Letting Agents Sheffield

There are two answers to this:

  1. Four, and
  2. As many as you like

In land law

You can only have four legal owners of a property.  As a tenancy is a property (or rather ‘a legal interest in land’) it follows that you can only have four legal tenants.

In landlord and tenant law

However landlord and tenant law is not just land law.  It is a mixture of land law and contract law.  And there is no maximum number of people who can be a party to a contract.

So how does this work out in practice?

Say six people sign a tenancy agreement.  They will all be bound by the contract element – so they will all be liable for the rent and subject to the terms and conditions in the tenancy agreement.

However they will not all be ‘legal tenants’.  Only the first four named in the tenancy agreement will be the legal tenants.

However if you have read the legal basics course you will see that joint owners of land (which will include a tenancy as a tenancy is a type of interest in land) own the property jointly for themselves and anyone else under a ‘trust for land’.

So technically the four ‘legal’ tenants will hold the property on trust for themselves and the other signatories of the tenancy agreement.

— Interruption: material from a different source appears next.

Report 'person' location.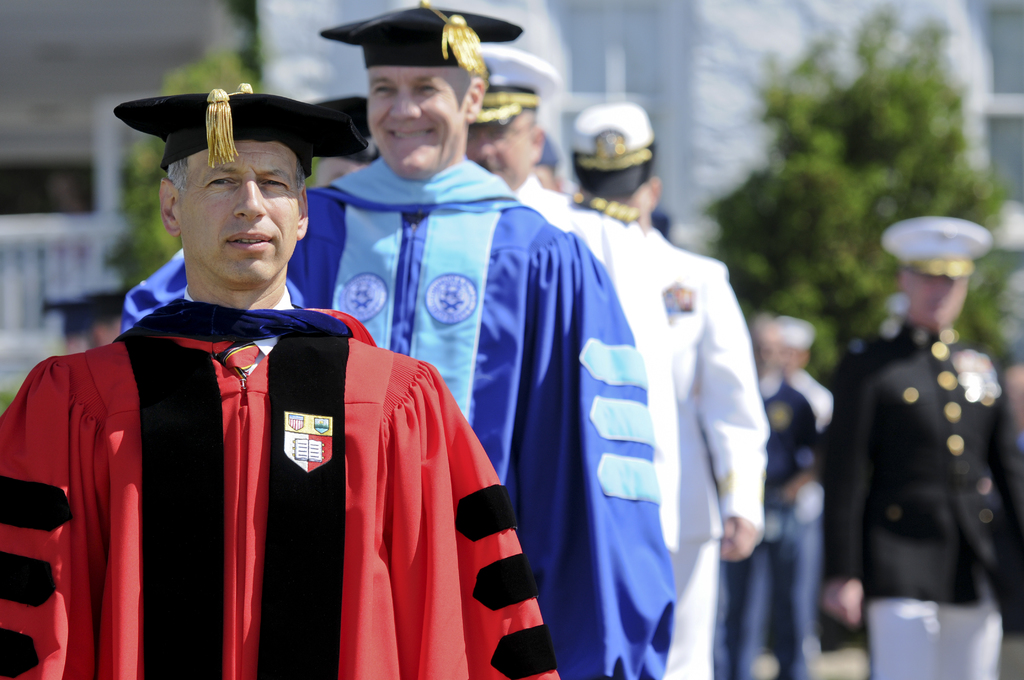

We tend not to worry about these niceties too much in short lets, but that is the legal explanation for how it ‘works’.

So how many people can be tenants?

In practice it will effectively be everyone who signs the tenancy agreement as they will all be bound by the terms of the tenancy.  So it can be as many as you like.

There are rules about overcrowding and landlords who  cram too many people into a property will be committing an offence.  However this will not invalidate the tenancy.